The Creative Benefits of a Little Goofiness

GoofitUp

Midafternoon. A windowless basement. One hundred sixty solid minutes of classroom time. With all these strikes against us, is it any wonder my humor-writing students and I sometimes feel as sharp and creative as a drawerful of socks? Good thing I always smuggle in my favorite stimulant.

I’m speaking, of course, about goofiness. This isn’t quite the same as humor, though the two naturally go together, and both should be mainlined daily. By goofiness I mean off-the-cuff, rapid-fire, stream-of-consciousness kidding around. It can be a powerful key to creativity. And creativity, as we all know, is no small boon to nearly every area of life, from family to work to love.
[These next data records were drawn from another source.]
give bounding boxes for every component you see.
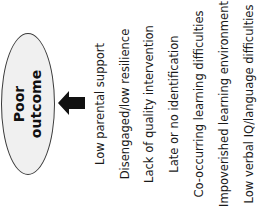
factor-co-occurring-learning-difficulties: Co-occurring learning difficulties <box>192 10 206 197</box>
factor-lack-of-quality-intervention: Lack of quality intervention <box>142 25 156 183</box>
arrow-left-icon <box>58 91 85 115</box>
poor-outcome-label: Poor outcome <box>11 70 45 138</box>
factor-disengaged-low-resilience: Disengaged/low resilience <box>118 29 132 179</box>
outcome-line-1: Poor <box>11 70 28 138</box>
factor-low-parental-support: Low parental support <box>93 43 107 165</box>
factor-late-or-no-identification: Late or no identification <box>167 35 181 172</box>
outcome-line-2: outcome <box>28 70 45 138</box>
factor-impoverished-learning-environment: Impoverished learning environment <box>217 1 231 207</box>
factor-low-verbal-iq-language-difficulties: Low verbal IQ/language difficulties <box>242 5 256 204</box>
What are the best ways to get a hit of goofiness? After plundering my course syllabus and polling some of my favorite goofballs, I’ve got a solid but by no means exhaustive list: playing charades. Playing free-association games (someone says a word, the next person immediately says the first word that word brings to mind, and so on). Making up “How many [name a group of people] does it take to screw in a lightbulb?” jokes. Playing Fictionary, Taboo and other games where you invent new words or quickly substitute one word for another. Coming up with entries for cartoon-caption contests, such as the weekly one in The New Yorker. Playing comedy-improvisation games like those on Whose Line Is It Anyway? (You might, for instance, try “Props,” where you gather household objects, then act out short scenes in which you pretend, say, that a potato masher is a space alien’s antenna, or a bath towel is Aladdin’s magic carpet.) And last but hardly least, engaging in that time-honored classic, spitballing with friends and family who don’t take themselves too seriously.

How can fast-paced, goofy pursuits spark creativity in the rest of your life? In part, many of us goofballs believe, it’s because such pursuits often are creative: They prime your pump for more of the same. And it’s hard to think of a better pump-primer than The Washington Post Style Invitational, my favorite weekly humor contest, which solicits everything from puns to limericks to fake Amazon reviews. Those kinds of challenges are bound to promote “mental agility, flexible thinking, and [a knack for finding] humor or irony in various situations,” says the Invitational’s “Empress,” Pat Myers. “The ability to come up with funny ways of seeing the world and to play with language, especially, has to be very beneficial for less-fun pursuits during the workday.”

Another way goofiness may promote creativity is by muting your inner, creativity-squelching critic. When you get used to rapidly generating one-liners or scenes, it becomes easier to ignore (or maybe not even hear) the voice in your head that tells you your ideas stink. So says my friend Carol Roberts, a comic and comedy-improv teacher who has opened for the likes of Robin Williams; she finds speedy improv games “freeing.” A 2008 Johns Hopkins study on jazz improvisation seems to support her notion: When a piano improviser’s hands are flying over the keyboard, parts of his brain linked to self-monitoring and inhibition quiet down. For Carol (as for many masters of goofiness), lowered inhibition goes hand in hand with a drop in fear. “The key thing with improv is I’m not afraid to fail,” she says. “And if you’re not afraid, you’re more willing to try something new”—both during improv games and afterward.

Speaking of afterward, I’ve heard from all kinds of people who swear their goofy hobbies have bred creative triumphs, personal and professional. A police officer, for instance, told me he has started making jokes that ease tension during traffic stops. A minister said he writes better Sunday sermons. Teachers have devised more interesting lesson plans; salespeople have cooked up more persuasive pitches; parents have found (eureka!) ways to get their kids to talk openly and eat their brussels sprouts.

Offstage, Carol credits her improv experience with helping to spur all sorts of creativity. When she recently missed a plane connection, for instance, she successfully gabbed her way into a hotel voucher. With family, Carol has learned to criticize in a way that “softens the blow.” (She might remark to her husband, “I hope they repeal the law that says men can’t empty the dishwasher.”)

This year, as usual, I invited Carol to campus to play Props, Pass the Story and other games with my writing students. She left them in one of their most inventive moods of the semester. Working together afterward on shape and size comparisons, they likened pens to pretzel rods, a bottle cap to jewelry, and my sunglasses to a sadly unprintable part of a kangaroo. Hardly anyone was yawning or checking her iPhone. Even my shyest student spoke up.

And in my head, I began planning our next goofy fix. 

 

This article appears in the June 2015 issue of SUCCESS magazine.

Now that you know goofiness gives you a creative boost, learn 9 other ways people foster creativity.